The following sections provide guidance on Cosmos DB graph implementations.

Cosmos DB ingestion

A simple method used to add data to Cosmos DB uses gremlin queries to add edges (g.AddE()) and vertices (g.AddV()) directly to the data store. Adding data this way does result in performance decrease because of validation checks. These checks confirm the existence of both the "in vertex" and the "out vertex" when creating edges.

Because of the multi-model nature of the Cosmos DB, this server-based validation can be bypassed by using the bulk executor in either the .NET or Java SDKs.

The developer creates the entities and relationships with standard development objects (POCO/POJO). Then GraphBulkExecutor translates the objects into correctly structured Cosmos DB documents and inserts them directly into the document database using the Cosmos DB SQL API. Because the documents and relationships are well formed in the code, there's no need for background validation of the related vertices. This approach can yield a performance improvement of up to 100X for loading large datasets.

To support migration paths from the various sources to the different Azure Cosmos DB APIs, there are multiple solutions that provide specialized handling for each migration path.

Partitioning a Cosmos DB

One common anti-pattern for Cosmos DB is misalignment between partitioning and traversal data access patterns. Designing a large graph data model without effective partitioning leads to expensive and long-running queries. This graph-partitioning guide explains how to partition a graph in Cosmos DB. The best practices listed are:

  • Always specify the partition key value when querying a vertex.
  • Use the outgoing direction when querying edges whenever it's possible.
  • Choose a partition key that will evenly distribute data across partitions.
  • Optimize queries to obtain data within the boundaries of a partition.
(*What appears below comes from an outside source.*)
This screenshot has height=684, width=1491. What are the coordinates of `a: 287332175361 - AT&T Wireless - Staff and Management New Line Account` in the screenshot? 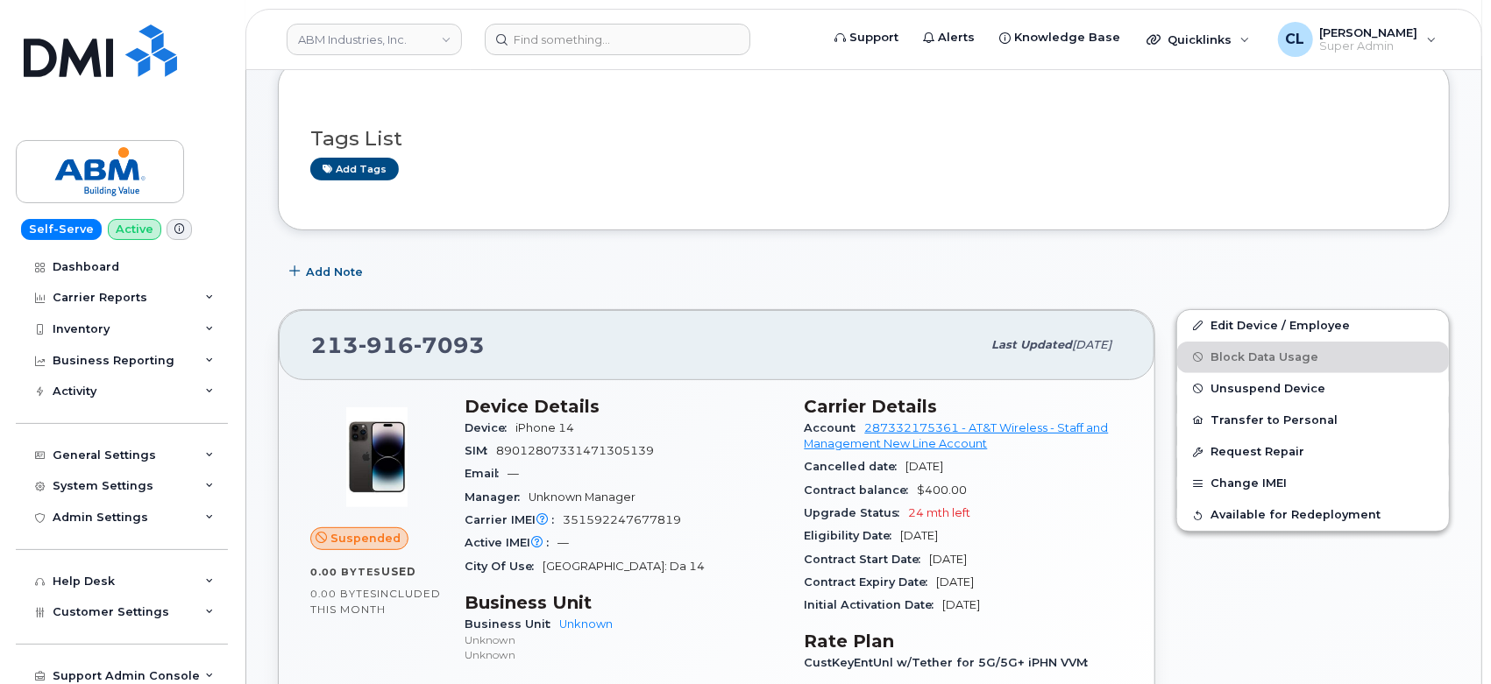 It's located at (956, 436).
Apache TinkerPop Gremlin query steps allow for traversals across in, out, and both directions. In Cosmos DB, outgoing edges are stored with their source vertex. The following diagram (from the Cosmos DB graph partitioning documentation), uses color to show this optimization. Graph Partitioning: illustrates 3 partitions with outgoing edges being part of the partition

Optimize Cosmos DB with bi-directional edges

In Cosmos DB, outgoing vertex edges are stored in the same partition. A query for connected vertices that go out from a vertex only needs to search one partition. However, a query to find vertices with incoming edges to a vertex has to search all vertices in the database that have an outgoing vertex to the base vertex.
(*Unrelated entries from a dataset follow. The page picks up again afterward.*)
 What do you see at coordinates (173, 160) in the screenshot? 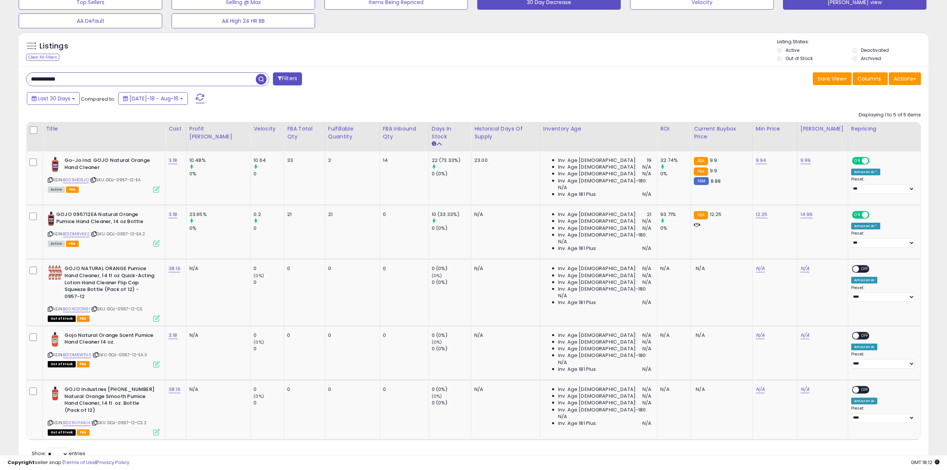
I see `a: 3.18` at bounding box center [173, 160].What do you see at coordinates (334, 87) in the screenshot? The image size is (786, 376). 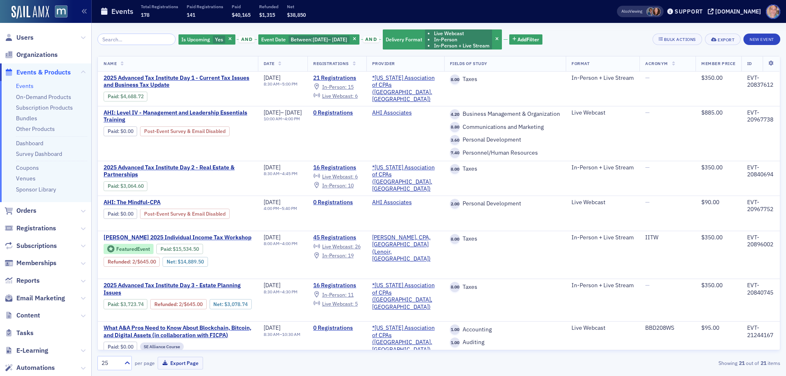 I see `span: In-Person :` at bounding box center [334, 87].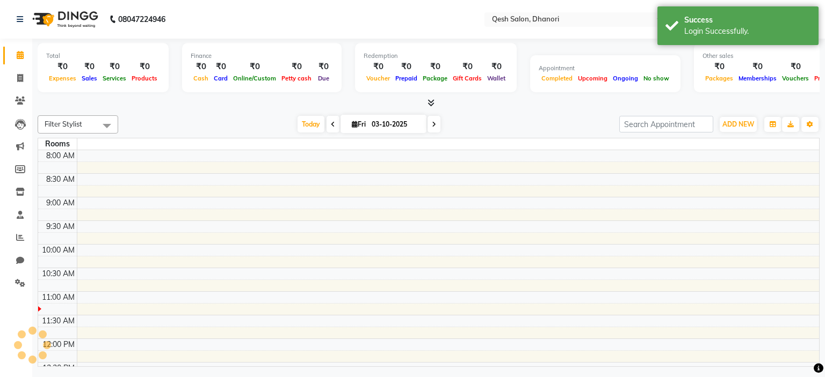 This screenshot has height=377, width=825. Describe the element at coordinates (656, 78) in the screenshot. I see `span: No show` at that location.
Consider this example of a Cosmos DB graph populated with data from a blogging site like Medium. Users are represented by either Reader or Author vertices and interact with Article vertices. Readers follow Authors and Readers also like Articles that Authors write. This data model might commonly have data access patterns that begin with traversals starting at Reader A and hopping along the follows edge. Given some sensible reader_id partitioning strategy, this traversal benefits from the outgoing edges to Authors vertices being stored on the Reader vertex.

Article
Article
Reader
Reader
Author
Author
follows
follows
is_followed_by
is_followe...
writes
writes
likes
likes
Viewer does not support full SVG 1.1

However, answering questions about an Author's readership will suffer if using .in() steps from the Author vertex to the Reader vertices, which are stored outside of the partition. To improve the performance of .in() step queries, the data model flips the follows edge and stores an is_followed_by edge in the opposite direction. With this approach, a query of "the followers of any given author" or "the authors followed by any given reader" will benefit from having a "bidirectional edge" stored in the vertex partition. Keep in mind, this model comes at the cost of maintaining twice the edges.

Storage is cheap, and the compute reduction from bidirectional edges should outweigh any cost of doubling the number of edges stored. Data modeling a graph should consider traversal access patterns when deciding which edges to doubly store.